If stock markets are to be believed, Donald Trump has pulled off a masterstroke. The US president has ratcheted up tariffs on trading partners while avoiding tanking either the economy or asset prices. Yet investors' muted response to Thursday's latest levies may be misleading. The Trump-market truce will soon face steeper tests.
Equities have come a long way since April 2, when the president's so-called reciprocal tariffs sent the S&P 500 Index down about 10 percent in a week. Stocks quickly bounced back and then set records, boosted by the idea that Trump would always chicken out, known as the TACO trade.
That theory is crumbling. Thursday's assault raised the average US levy on imports to about 20 percent – not far off the April 2 level of 22 percent, Société Générale economists reckon. Canada, Switzerland and others saw their scheduled duties spike. Yet S&P 500 futures fell just 1 percent before US markets opened, which would still leave the benchmark about a quarter above its April nadir.
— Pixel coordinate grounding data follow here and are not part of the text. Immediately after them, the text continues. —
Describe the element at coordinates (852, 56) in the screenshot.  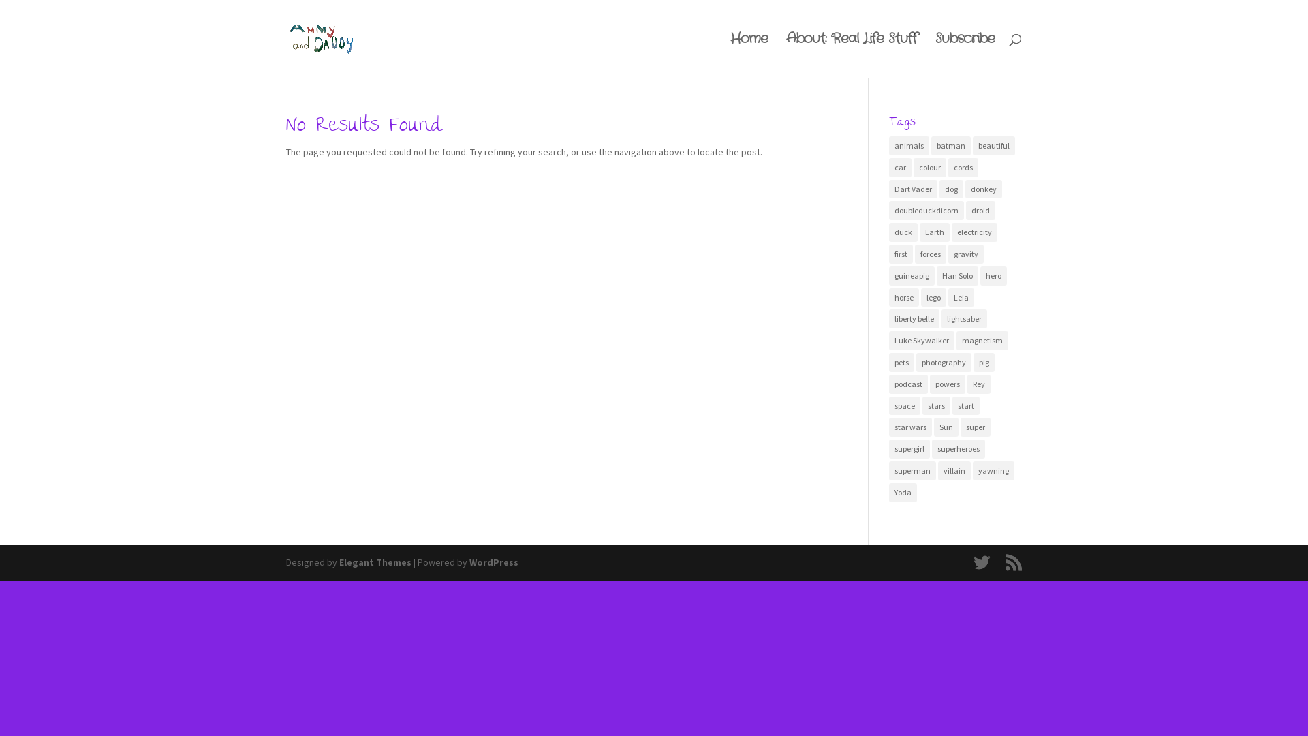
I see `About: Real Life Stuff` at that location.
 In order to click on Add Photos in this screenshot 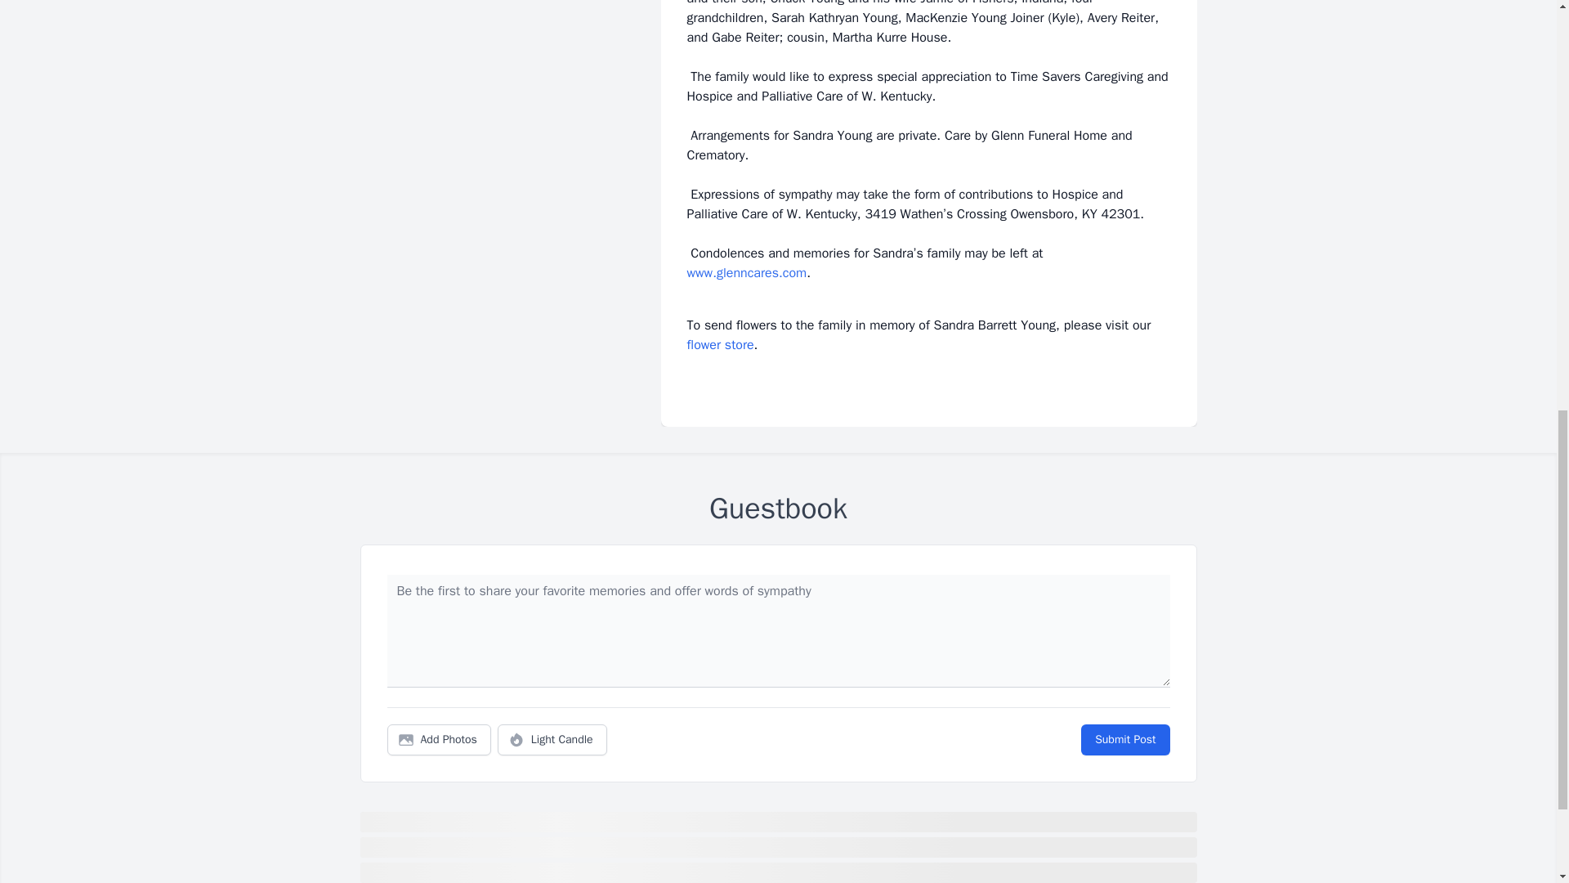, I will do `click(439, 739)`.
There are some good reasons for the nonchalance. Some levies, like India's 25 percent rate, may yet come down. The new package may just be a last-minute ploy to maximise pressure on trading partners before striking deals. And the most damaging scenario – a global trade war – looks unlikely given key trading partners like Europe and Japan have agreed deals without retaliation. Lastly, even if tariffs are now a reality, looser fiscal policy in the US and Germany means there is more money sloshing around two of the world's biggest economies, helping short-term growth.
Yet the full brunt of the tariff war is still only starting to emerge, and the final implementation of the global levies is due next week. Core US goods inflation was a reassuring 2.4 percent in July, yet price rises may have been kept lower by importers bringing in more goods ahead of the duties. Analysts at Pictet reckon the impact will become more apparent in August and September. They note that surveys point to between 60 percent and 80 percent of US firms planning price increases over the next three months. That may squeeze consumer confidence, hurting growth.
Higher US inflation may also make it harder for the Federal Reserve to cut. That will fuel tensions with Trump, who has a $1.9-trillion deficit to fund this year and wants lower rates. The more the administration attacks Chair Jerome Powell, the more bond markets will fret over wayward fiscal policy and higher inflation, driving up long-term borrowing costs and hitting asset prices.
Nor can the rest of the world rest easy. As other countries face more obstacles selling the $3.3 trillion of goods shipped into the United States annually, they will need to find alternative markets, driving down prices elsewhere and hurting rival exporters.
Governments like Britain and France can't afford to offset the hit, given stretched budgets. In other words, the full pain of Trump's global tariff onslaught may still be coming.
US President Donald Trump on July 31 signed an executive order imposing import tariffs ranging from 10 percent to 41 percent on 69 trading partners ahead of an August 1 trade-deal deadline.
He issued a separate order raising duties on Canadian goods subject to fentanyl-related tariffs to 35 percent, from 25 percent previously.
Trump granted Mexico a 90-day reprieve from higher tariffs of 30 percent on many goods to allow time to negotiate a broader trade pact.